Extensions & Scaffolding
- Challenge students who finish early to research a current global health initiative not covered in class and prepare a one-minute pitch on why Canada should support it.
- Scaffolding for struggling students: Provide sentence starters for discussions, such as 'Canada’s funding helps because...' or 'A challenge we might face is...'.

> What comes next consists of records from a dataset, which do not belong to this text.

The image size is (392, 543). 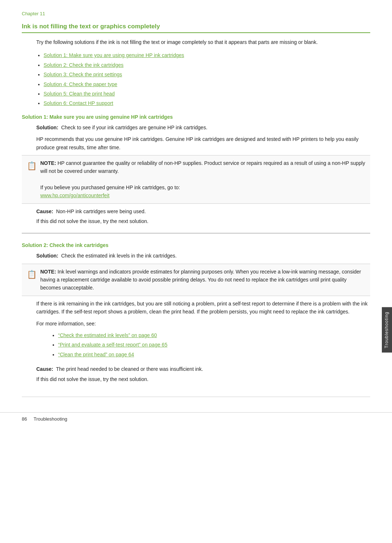 What do you see at coordinates (203, 179) in the screenshot?
I see `note-content: NOTE: HP cannot guarantee the quality or…` at bounding box center [203, 179].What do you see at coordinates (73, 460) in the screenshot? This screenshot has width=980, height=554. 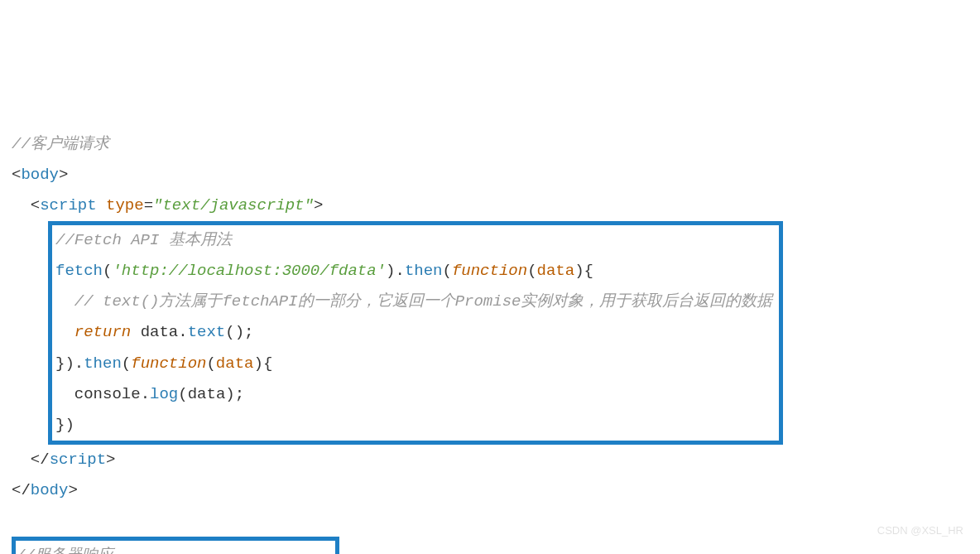 I see `tag-script-close: </script>` at bounding box center [73, 460].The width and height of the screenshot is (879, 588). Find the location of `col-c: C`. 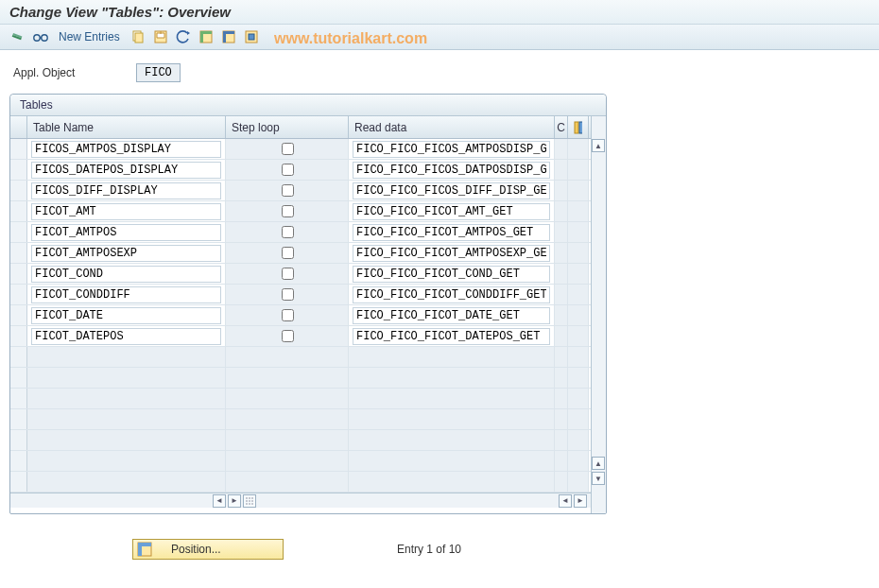

col-c: C is located at coordinates (561, 127).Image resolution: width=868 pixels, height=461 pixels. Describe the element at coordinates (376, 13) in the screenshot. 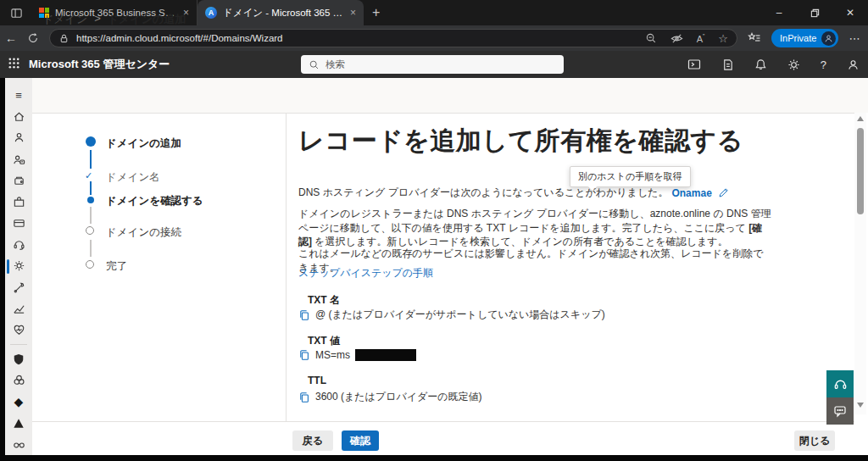

I see `new-tab-button: +` at that location. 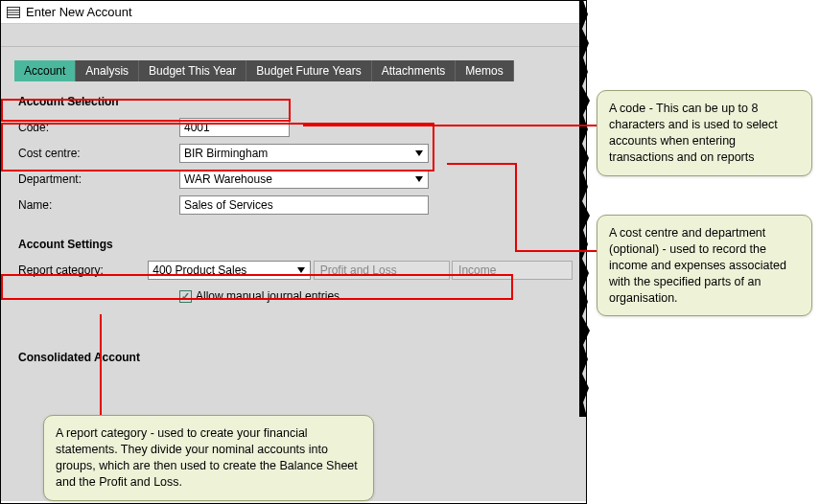 I want to click on code-input, so click(x=234, y=127).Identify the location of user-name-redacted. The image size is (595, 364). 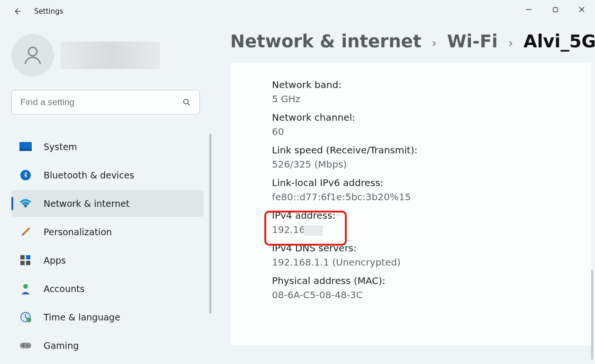
(110, 55). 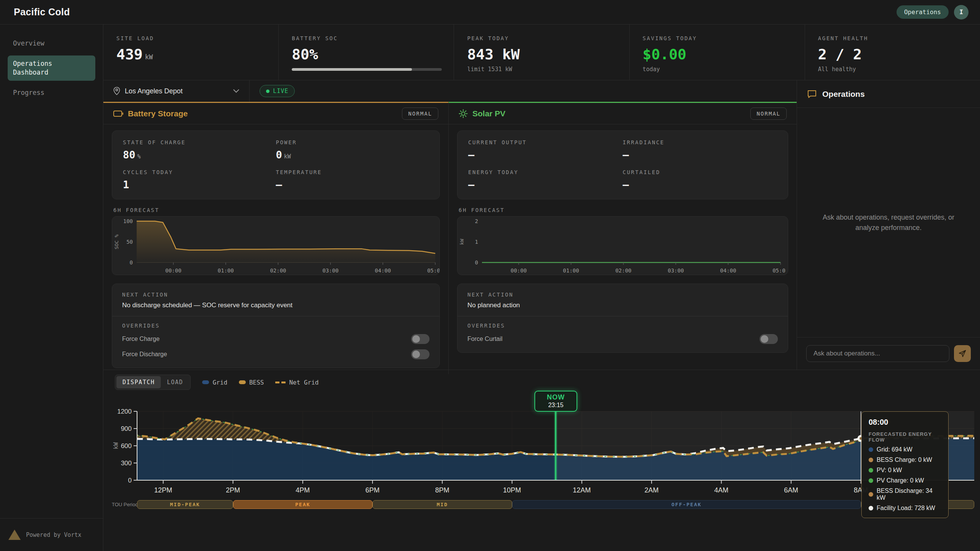 What do you see at coordinates (54, 535) in the screenshot?
I see `powered-by-label: Powered by Vortx` at bounding box center [54, 535].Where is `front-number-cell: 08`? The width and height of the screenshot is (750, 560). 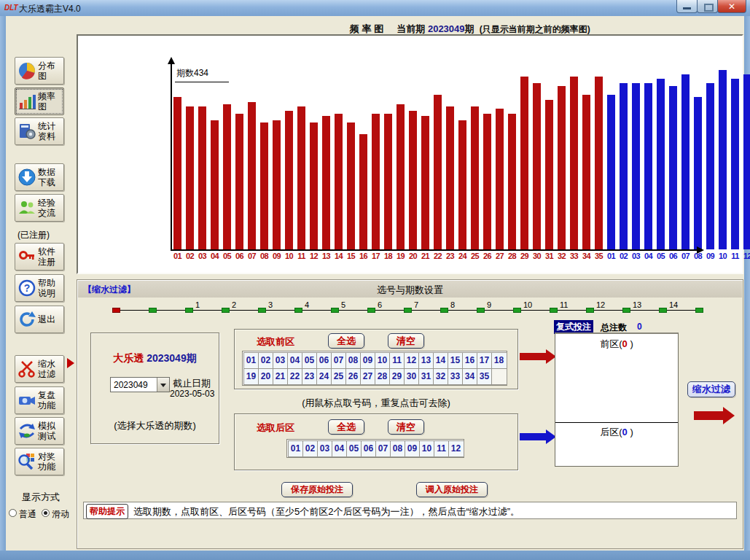 front-number-cell: 08 is located at coordinates (353, 360).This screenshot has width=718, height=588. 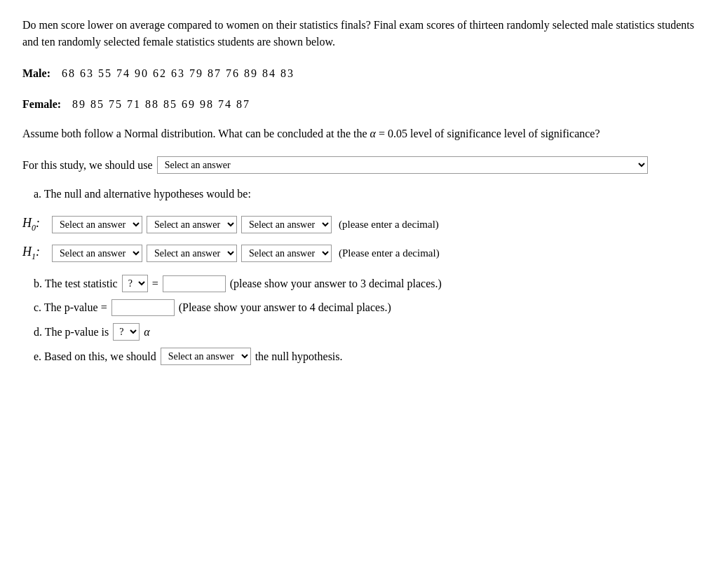 I want to click on h0-select3: Select an answer μ₁ μ₂ p₁ p₂, so click(x=286, y=224).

- Deeper exploration: Invite a guest speaker, such as a public health nurse or international aid worker, to share firsthand experiences and answer student questions.
Key Vocabulary
| Global Health Initiative | An organized effort involving multiple countries or organizations to improve health outcomes worldwide, focusing on disease prevention, treatment, and access to healthcare. |
| Disease Prevention | Actions taken to stop diseases from occurring or to detect and treat them in their early stages, often through vaccination, public health campaigns, and sanitation improvements. |
| Healthcare Access | The ability of individuals to obtain necessary health services, including preventive, diagnostic, and treatment care, regardless of their location or socioeconomic status. |
| Sustainable Development Goals (SDGs) | A set of 17 interconnected global goals adopted by the United Nations in 2015, aiming to achieve a better and more sustainable future for all, including significant targets for global health. |
Suggested Methodologies
Planning templates for Social Studies
5E Model
The 5E Model structures lessons through five phases (Engage, Explore, Explain, Elaborate, and Evaluate), guiding students from curiosity to deep understanding through inquiry-based learning.
Unit PlannerThematic Unit
Organize a multi-week unit around a central theme or essential question that cuts across topics, texts, and disciplines, helping students see connections and build deeper understanding.
RubricSingle-Point Rubric
Build a single-point rubric that defines only the "meets standard" level, leaving space for teachers to document what exceeded and what fell short. Simple to create, easy for students to understand.